Thanks to hosting from the great folks at ThinkAtheist, I’ve moved my blog from its old place here at Blogspot into my new domain name (www.miketheinfidel.com). It’s all part of my Master Plan™ to start posting more regularly and to try to contribute more to the atheist ‘community’.

If you’re not already a member at ThinkAtheist, I’d definitely recommend signing up. It’s a great place to discuss just about anything with other freethinkers, from science and philosophy to politics and video games.

Sunday, March 6, 2011

Getting over the messiah complex

I have a confession to make: I want to fix everything.

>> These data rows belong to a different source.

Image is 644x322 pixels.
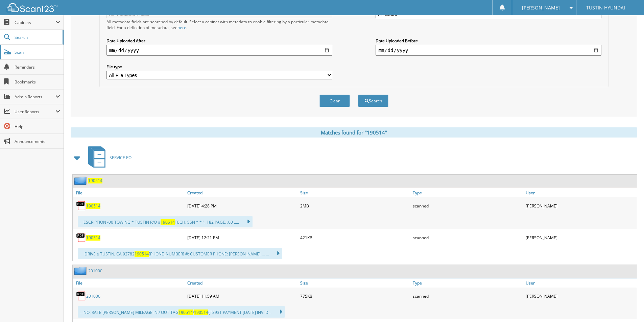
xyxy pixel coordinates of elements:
[74,176,88,185] img: folder2.png
[106,38,332,44] label: Date Uploaded After
[134,251,149,257] span: 190514
[524,278,637,288] a: User
[298,199,411,213] div: 2MB
[15,94,55,99] span: Admin Reports
[15,139,60,144] span: Announcements
[524,188,637,198] a: User
[411,188,524,198] a: Type
[358,95,388,107] button: Search
[86,235,100,241] a: 190514
[106,19,332,30] div: All metadata fields are searched by default. Select a cabinet with metadata to enable filtering b...
[78,248,282,259] div: ... DRIVE e TUSTIN, CA 92782 [PHONE_NUMBER] #: CUSTOMER PHONE: [PERSON_NAME] ... ...
[186,289,298,303] div: [DATE] 11:59 AM
[86,203,100,209] a: 190514
[73,188,186,198] a: File
[88,178,102,183] a: 190514
[73,278,186,288] a: File
[522,6,560,10] span: [PERSON_NAME]
[298,231,411,245] div: 421KB
[15,34,59,40] span: Search
[78,216,252,227] div: ...ESCRIPTION -00 TOWING * TUSTIN R/O # TECH. SSN * * ‘ , 182 PAGE: .00 .....
[298,289,411,303] div: 775KB
[15,79,60,85] span: Bookmarks
[76,291,86,301] img: PDF.png
[15,50,60,55] span: Scan
[84,144,131,171] a: SERVICE RO
[109,155,131,161] span: SERVICE RO
[375,45,601,56] input: end
[320,95,350,107] button: Clear
[76,232,86,243] img: PDF.png
[88,268,102,274] a: 201000
[71,127,637,138] div: Matches found for "190514"
[298,278,411,288] a: Size
[76,201,86,211] img: PDF.png
[177,25,186,30] a: here
[186,199,298,213] div: [DATE] 4:28 PM
[7,3,57,12] img: scan123-logo-white.svg
[186,278,298,288] a: Created
[411,231,524,245] div: scanned
[524,199,637,213] div: [PERSON_NAME]
[161,219,174,225] span: 190514
[178,310,193,315] span: 190514
[74,267,88,275] img: folder2.png
[186,231,298,245] div: [DATE] 12:21 PM
[194,310,208,315] span: 190514
[106,64,332,70] label: File type
[106,45,332,56] input: start
[15,20,55,25] span: Cabinets
[186,188,298,198] a: Created
[86,294,100,299] a: 201000
[524,289,637,303] div: [PERSON_NAME]
[411,199,524,213] div: scanned
[15,64,60,70] span: Reminders
[78,306,285,318] div: ...NO. RATE [PERSON_NAME] MILEAGE IN / OUT TAG / {T3931 PAYMENT [DATE] INV. D...
[298,188,411,198] a: Size
[15,109,55,115] span: User Reports
[375,38,601,44] label: Date Uploaded Before
[586,6,625,10] span: TUSTIN HYUNDAI
[411,289,524,303] div: scanned
[15,124,60,129] span: Help
[411,278,524,288] a: Type
[524,231,637,245] div: [PERSON_NAME]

Back when I was a Christian, I never really had to worry about injustice. The suffering we endured in our life here on earth wasn't all that meaningful, since we were guaranteed a happy and peaceful afterlife for our faithfulness. I figured that God would make everything work out for the good in the end.

Now, as an atheist, I have no such assurances. I look around at the amount of suffering in the world and I feel simultaneously motivated to do whatever I can to reduce it and impotent to actually accomplish anything meaningful in response to it.

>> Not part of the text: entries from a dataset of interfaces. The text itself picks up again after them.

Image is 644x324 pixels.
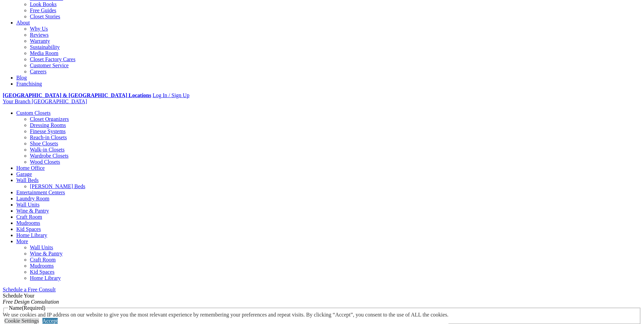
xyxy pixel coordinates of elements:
[32,98,87,105] span: [GEOGRAPHIC_DATA]
[30,135,67,140] a: Reach-in Closets
[16,20,30,26] a: About
[16,214,42,220] a: Craft Room
[30,26,47,32] a: Why Us
[16,75,27,80] a: Blog
[153,92,189,98] a: Log In / Sign Up
[3,312,449,318] div: We use cookies and IP address on our website to give you the most relevant experience by remember...
[30,50,59,56] a: Media Room
[16,202,40,207] a: Wall Units
[4,318,39,324] a: Cookie Settings
[30,270,54,275] a: Kid Spaces
[30,147,65,153] a: Walk-in Closets
[30,159,60,165] a: Wood Closets
[3,92,151,98] a: [GEOGRAPHIC_DATA] & [GEOGRAPHIC_DATA] Locations
[16,177,39,183] a: Wall Beds
[16,190,66,195] a: Entertainment Centers
[16,238,28,245] a: More menu text will display only on big screen
[16,196,49,201] a: Laundry Room
[3,98,87,105] a: Your Branch [GEOGRAPHIC_DATA]
[30,56,75,62] a: Closet Factory Cares
[30,8,56,13] a: Free Guides
[16,171,32,177] a: Garage
[3,98,30,105] span: Your Branch
[16,208,49,213] a: Wine & Pantry
[42,318,58,324] a: Accept
[16,226,41,232] a: Kid Spaces
[30,251,62,257] a: Wine & Pantry
[16,81,42,86] a: Franchising
[16,232,47,238] a: Home Library
[30,117,69,122] a: Closet Organizers
[30,14,60,19] a: Closet Stories
[30,32,48,38] a: Reviews
[30,141,58,147] a: Shoe Closets
[30,257,56,263] a: Craft Room
[30,68,47,74] a: Careers
[30,38,50,44] a: Warranty
[16,220,40,226] a: Mudrooms
[16,165,45,171] a: Home Office
[3,299,59,305] em: Free Design Consultation
[30,2,57,7] a: Look Books
[30,129,66,134] a: Finesse Systems
[30,276,60,281] a: Home Library
[3,293,59,305] span: Schedule Your
[30,183,85,189] a: [PERSON_NAME] Beds
[22,305,45,311] span: (Required)
[16,110,51,116] a: Custom Closets
[8,305,47,311] legend: Name
[30,264,54,269] a: Mudrooms
[30,245,53,251] a: Wall Units
[3,287,56,293] a: Schedule a Free Consult (opens a dropdown menu)
[30,123,66,128] a: Dressing Rooms
[30,62,68,68] a: Customer Service
[30,44,60,50] a: Sustainability
[30,153,68,159] a: Wardrobe Closets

Last Thanksgiving, I spent a week with my parents down in Mexico. On my second to last day there, while we sat comfortably in our condo watching people pass us by on the road, a homeless woman came along with her two children. While my parents commented about how amazing it was that she seemed so comfortable carrying her infant on her back in a sling fashioned from a scarf, I was watching her collect soda cans from trash cans along the street. All I could think of was that this woman was, because of purely random and meaningless circumstance, resigned to a life of struggle and hardship, scraping along with whatever she could manage just to be able to live to see another day. I desperately wanted to figure out what I could do to help her, and as soon as I started to think about it I realized that there must be tens of millions of people just like her all over the planet.

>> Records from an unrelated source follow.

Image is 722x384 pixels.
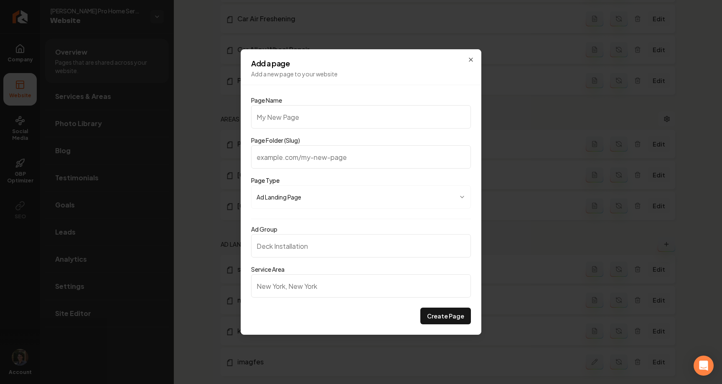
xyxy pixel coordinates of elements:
[251,274,471,298] input: New York, New York
[251,234,471,258] input: Deck Installation
[251,177,279,184] label: Page Type
[251,226,277,233] label: Ad Group
[251,96,282,104] label: Page Name
[251,105,471,129] input: My New Page
[251,60,471,67] h2: Add a page
[251,137,300,144] label: Page Folder (Slug)
[420,308,471,324] button: Create Page
[251,70,471,78] p: Add a new page to your website
[251,266,284,273] label: Service Area
[251,145,471,169] input: example.com/my-new-page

From my perspective as a person living in a first-world nation, this seems to be something that disappears all too quickly from view. There's no reason that I should have a better life than these people, and I shudder to think of all the potentially brilliant minds that fade into the background of the story of humanity simply because they're not wealthy enough to reach their potential.

So... what? Am I crazy to feel guilty about this? Is it wrong for me to willfully ignore these people so that I can get on with my life? What can I actually do to help fix the underlying roots of their suffering? Should I even worry about it?